Almost every other guide on this topic skips the most important part: the order. They hand you a list of low-cost ideas, then a list of bad-credit loans, and leave you to figure out the sequence. That's backwards and it's how broke founders end up with a 36% loan they didn't need. This is a sequenced plan, week 1 through month 6, with the exact funding doors that ignore your credit and the named tools that move your score.

First, get honest about which "bad credit" you have

"Bad credit" isn't one thing, and the difference changes which doors are open to you. Pull your free reports at AnnualCreditReport.com (the only federally authorized free source) before you do anything else.

  • Bad credit (you have a low score, say 500–620). You have a file, but it's hurt by late payments, collections, or high balances. Banks and prime cards will likely say no. Community lenders and revenue-based products often still say yes.
  • Credit-invisible (no score, "no file"). You're not bad — you're invisible. Roughly 1 in 10 U.S. adults have no scoreable credit file (CFPB research). Some lenders auto-decline you; others, especially community development lenders, will look at your cash flow and character instead.

This matters because a 540 founder and a no-file founder get treated differently by the same lender. If you're credit-invisible, your fastest win is often a credit-builder loan or secured card to simply start a file. If you have a damaged file, your fastest win is knocking down balances and clearing one collection. We'll cover both in the 90-day sprint below.

The plan: earn first, borrow last

Here's the whole roadmap on one page. The principle behind it: every dollar a customer pays you is a zero-interest, no-credit-check "loan" — so you exhaust customer money before you ever touch a lender.

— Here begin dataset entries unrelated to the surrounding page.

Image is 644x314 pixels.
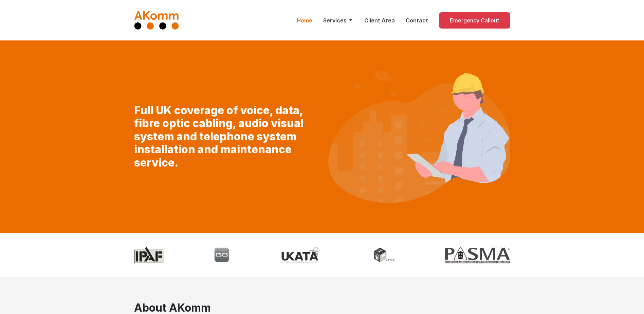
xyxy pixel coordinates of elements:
[328,71,510,203] img: illustration
[213,246,230,263] img: CSCS
[439,12,510,29] a: Emergency Callout
[279,246,322,263] img: UKATA
[297,17,312,25] a: Home
[406,17,428,25] a: Contact
[323,17,354,25] a: Services
[372,246,396,263] img: CCNSG
[134,246,164,263] img: IPAF
[364,17,395,25] a: Client Area
[134,11,179,29] img: AKomm
[134,104,316,169] h1: Full UK coverage of voice, data, fibre optic cabling, audio visual system and telephone system in...
[445,246,510,263] img: PASMA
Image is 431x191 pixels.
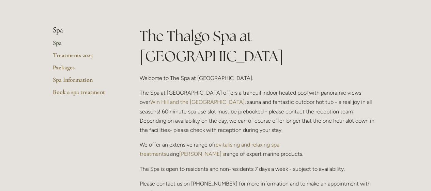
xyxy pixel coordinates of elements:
a: Book a spa treatment [53,88,118,100]
a: Treatments 2025 [53,51,118,63]
p: Welcome to The Spa at [GEOGRAPHIC_DATA]. [140,73,379,82]
li: Spa [53,26,118,35]
p: We offer an extensive range of using range of expert marine products. [140,140,379,158]
a: Spa Information [53,76,118,88]
a: [PERSON_NAME]'s [179,150,225,157]
a: Packages [53,63,118,76]
a: Win Hill and the [GEOGRAPHIC_DATA] [150,99,245,105]
h1: The Thalgo Spa at [GEOGRAPHIC_DATA] [140,26,379,66]
p: The Spa at [GEOGRAPHIC_DATA] offers a tranquil indoor heated pool with panoramic views over , sau... [140,88,379,134]
p: The Spa is open to residents and non-residents 7 days a week - subject to availability. [140,164,379,173]
a: Spa [53,39,118,51]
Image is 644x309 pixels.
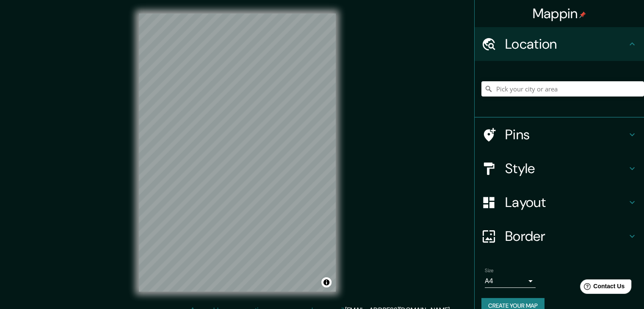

Phase Timeline Goal What you do
1. Launch Week 1 First $0 revenue → first dollar Pick a zero-cost service, tell 20 people, book one paying job
2. Validate Weeks 2–4 Repeatable income Collect deposits up front, get 3–5 customers, ask for referrals
3. Formalize Month 2 Separate business identity Free/cheap LLC + EIN, business bank account, basic bookkeeping
4. Fund (if needed) Months 2–4 Capital that ignores FICO Grants, crowdfunding, CDFI microloan, revenue-based financing
5. Build credit Months 1–6 (parallel) Stop being gated by your score 90-day personal sprint + business credit file

Notice funding is phase 4, not phase 1. If your model is chosen well, you may skip it entirely.

Phase 1 (this week): a business you can start for $0

The fastest way to make bad credit irrelevant is to pick something that never needs a loan. Service businesses are ideal because the customer pays you — you don't front inventory or equipment.

Start-this-week options that cost essentially nothing:

  • Cleaning — homes, offices, move-outs. Supplies under $50, often the client's.
  • Lawn care / yard cleanup — borrow or rent a mower for the first job, buy one after you're paid.
  • Handyman / assembly / hauling — furniture assembly, junk removal, small repairs.
  • Pet sitting & dog walking — list on Rover; zero startup cost.
  • Virtual assistant / bookkeeping / social media management — sell skills you already have; a laptop you already own.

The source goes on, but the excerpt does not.